What does it mean to hope?
Hope holds us in our time. Without it, we have no place in our own history.
Chief Plenty Coups of the Crow Nation guided his people through the deep crisis brought by the invasion of the white man. Shortly before his death in 1932, he said to his biographer: “When the buffalo went away the hearts of my people fell to the ground, and they could not lift them up again. After this nothing happened.” Jonathan Lear, author of Radical Hope, is haunted by this phrase. What did Plenty Coups mean by “after this nothing happened”? As Lear interprets it, “there is no importantly first-person narrative to tell of this [subsequent] period. It is as though there is no longer an ‘I’ there.”
While the Crow remained alive after the buffalo went away, their lives had no place in their own history. This is a fitting way to characterize a life without hope: having no place within a history. To find life again, the Crow needed a “radical hope.” Plenty Coups was guided by visions he had had at age 11. In one vision he saw buffalo covering the land—but they suddenly disappeared and were replaced by cow-like creatures; in another, he saw himself as an old man settled near water at the base of the Arrowhead mountains; in still another, he saw the forest blown over by the force of a great wind, with one tree yet standing, the one that is home to the chickadee, believed by the Crow to be wise about the future. Plenty Coups cited these visions as he proposed a new future to his people. Other leaders listened to him, and the visions became something of a bridge over the loss of the buffalo. The Crow began trying new ways of doing things. They cooperated with the white man, taking advantage of the education they provided. Some, like Plenty Coups, even converted to Catholicism while continuing to practice many traditional Crow rituals. Compared to other western tribes, the Crow survived well in the new age.

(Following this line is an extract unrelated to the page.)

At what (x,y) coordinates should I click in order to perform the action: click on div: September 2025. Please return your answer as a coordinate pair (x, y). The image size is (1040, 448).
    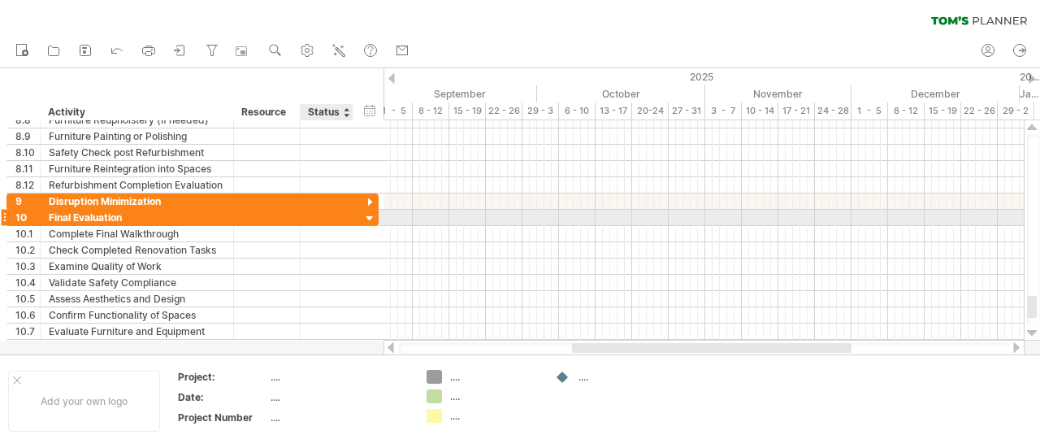
    Looking at the image, I should click on (456, 93).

We tend to think of hope primarily as a feeling that arises in our hearts. It comes to us in many circumstances: we hope to score the goal, pass the test, or recover from the illness. Taken in this sense, hope is a passion that quickens us. For Thomas Aquinas, a “natural hope” arises in a dog when a hare races by: the dog springs forth hoping to catch it. The example shows us that hope moves us to action; it reaches out actively to a hoped-for future.